Gregory endorses O’Donovan’s christocentric vision in contrast to ecclesiocentric ones. The problem is that O’Donovan, at least in his magisterial work of political theology, The Desire of the Nations,[58] places significantly more emphasis on the church than Gregory’s civic liberalism can countenance.
Certainly, for O’Donovan, Christian political theology must not be reduced to ecclesiology; but it certainly requires a central place for the church.[59] Consider these quotes:
Political theology has an ecclesiological mode, which takes the church seriously as a society and shows how the rule of God is realised there.[60]
The kingly rule of Christ is God’s own rule exercised over the whole world. It is visible in the life of the church . . . .[61]
A theological account of how this world is ruled, then, must proceed from and through an account of the church.[62]

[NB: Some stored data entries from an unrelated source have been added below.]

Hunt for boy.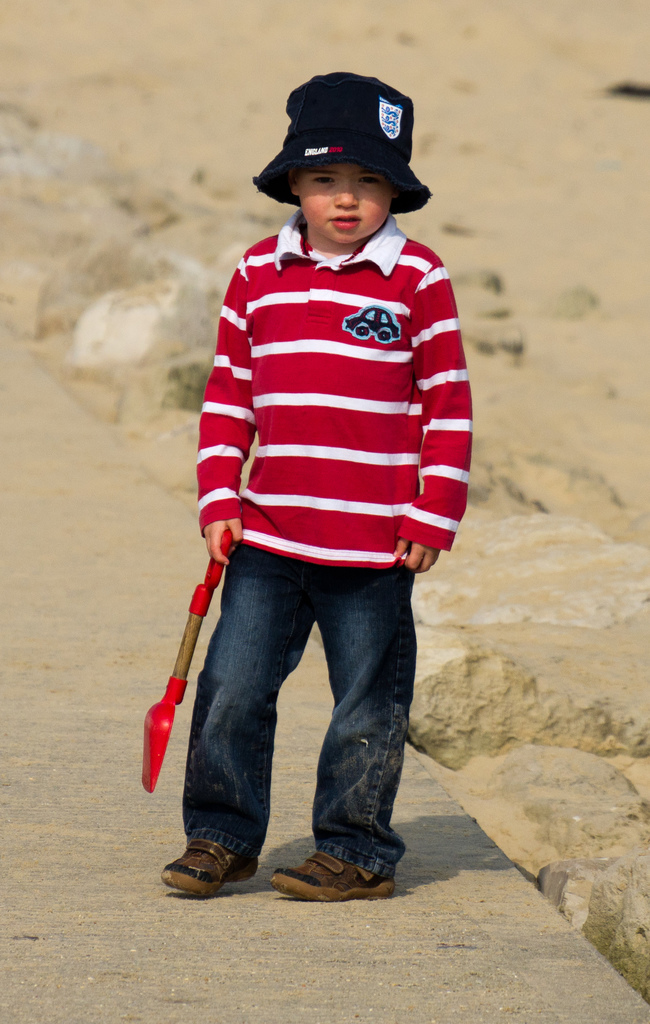
Hunted down at left=137, top=88, right=474, bottom=829.
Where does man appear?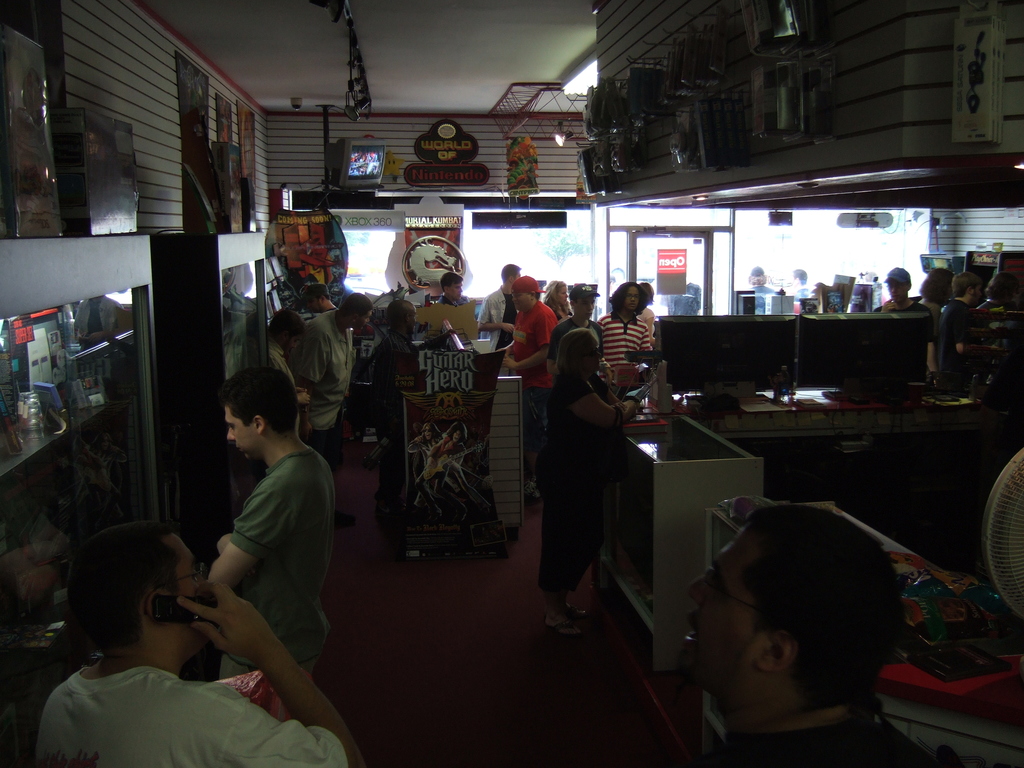
Appears at <box>371,297,459,516</box>.
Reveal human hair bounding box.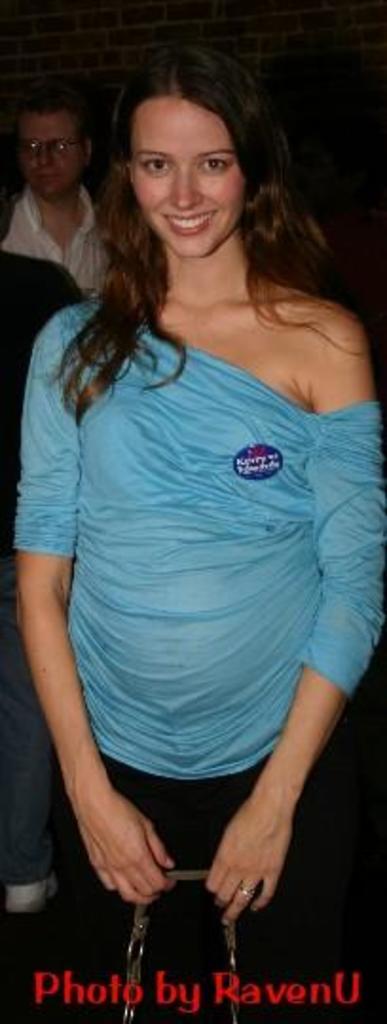
Revealed: Rect(15, 97, 85, 140).
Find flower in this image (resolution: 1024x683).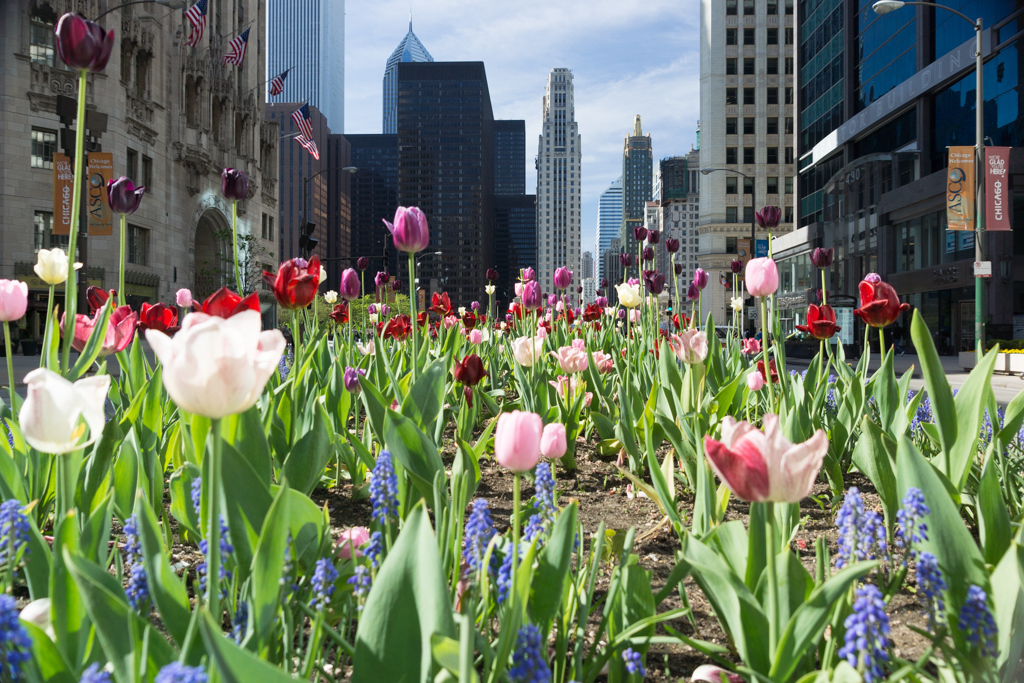
l=908, t=404, r=915, b=441.
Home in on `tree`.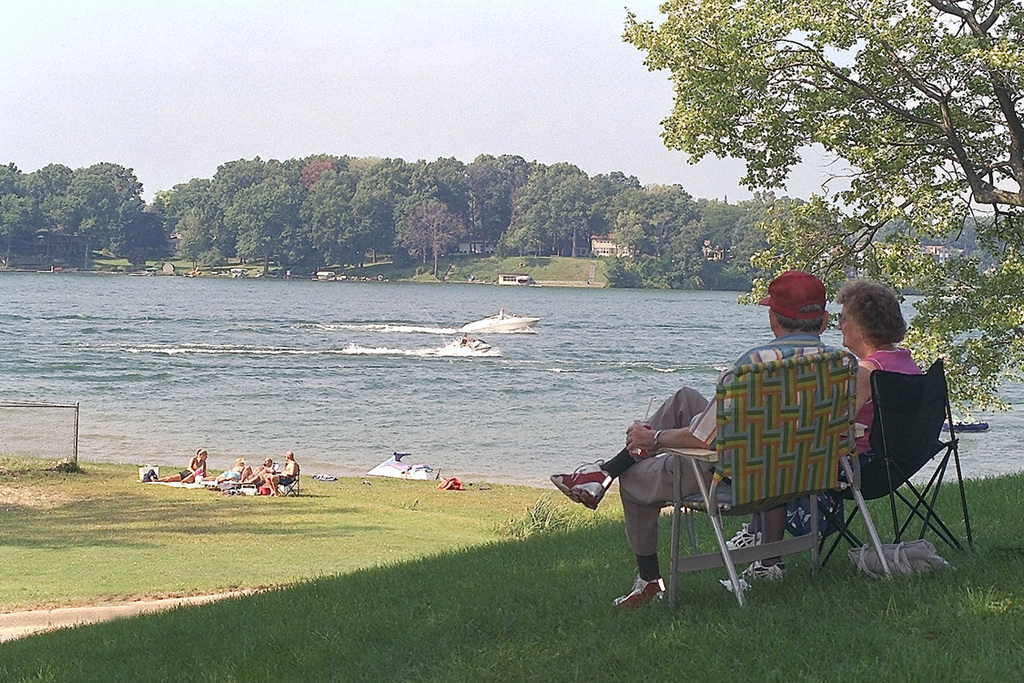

The church does not philosophise about a future world; it demonstrates the working of the coming Kingdom within this one.[63]
The triumph of Christ over the kingdoms of this world must be displayed in a culture that “responds to the proclamatory presence of the church in its midst.”[64]
This entails, at least in part, the state facilitating the mission of the church.[65] Though O’Donovan has no naïve nostalgia for a return to any particular manifestations of Christendom, he does offer a (qualified) theological endorsement of the underlying principle of Christendom. He argues that Christendom lamentably ends when people “no longer think that the rulers of the earth owe service to the rule of Christ;”[66] when the state denies that it should offer deliberate assistance to the church’s mission.
Gregory also relies heavily upon Karl Barth to round out his Augustinian liberalism. But, though influenced in many ways by Barth, O’Donovan is no ally here. O’Donovan famously begins the epilogue to his magisterial work with a rebuttal of Barth’s radical distinction between the church and the polis of God which descends from heaven to earth. This move is assessed by O’Donovan as a failure to acknowledge the political character of the church itself.[67] The church, says O’Donovan, is the promise of the city. “If [it] . . . has as its eternal goal, the goal of its pilgrimage, the disclosure of the church as city, it has as its intermediate goal, the goal of the mission of its mission, the discovery of the city’s secret destiny through the prism of the church.”[68] This is a rebuttal to Barth, and certainly discordant with Gregory’s aversion to the “ecclesial turn” in political theology.
So my assessment is that Gregory’s Augustinian liberalism deserves two, but not three, cheers as a political-theological guide to contemporary conservatism in America. In terms of the political significance of the church, Gregory’s project could use a little more O’Donovan and a little less Markus. At least if Gregory, and those who invoke him, wishes to remain Augustinian.